Are there, then, any plans to salvage the songs that didn't make it? "I know Johann [Ponniah], our label manager, would like us to revisit some because he was particularly enthusiastic about a few songs that didn't end up on the record. I don't know if he holds a grudge, I hope he doesn't, because we had to say no on a couple of occasions and he was pretty good, he backed us the whole way."
There were, however, a number of times where the individuals in the band found themselves at odds about elements of particular songs, and it got to a stage where they had to devise a democratic system in order to set the record straight, so to speak. "When there was someone who was a bit iffy about a song or a section of a song, but the other three were exceptionally enthusiastic about it, which happened on a few of the songs which ended up on the record, then it was that person's responsibility to work out why they didn't like the song and figure out an alternative route that the other people liked just as much. So if it was three against one, the three would force the other person to stick the song on the album. They could protest or kick up enough stink that we would give up, but it was like, 'Don't do it, please.'"

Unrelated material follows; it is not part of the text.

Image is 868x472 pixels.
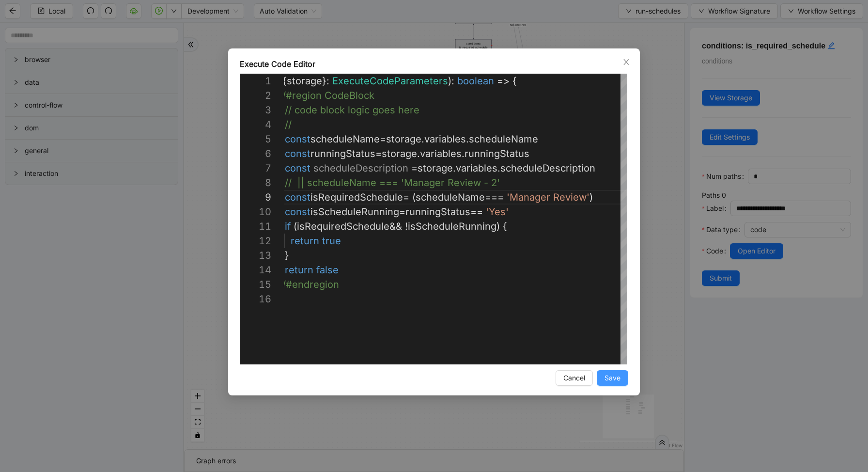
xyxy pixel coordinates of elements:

Thankfully, the band's producer, Malcolm Besley, who was also with them through the EP, was a voice of reason. "[He] said to us as we were doing this, 'You do need to trust one another, and maybe you don't like something, but at the end of the day, three people are really enthusiastic about it, and that should be a good sign because you work with each other because you have similar tastes and ambitions, and because you already do trust one another with those tastes and decisions, so put that trust into practice and let go a bit.' That was the message that helped us through towards the end and it actually enabled us to get a lot done. Once we got to that stage, people became a lot more relaxed about what they wanted. It's an album of compromise, but we wouldn't have an album without that and it's a better album because of it, because it makes people really back their decisions — if you really like something, you gotta go for it."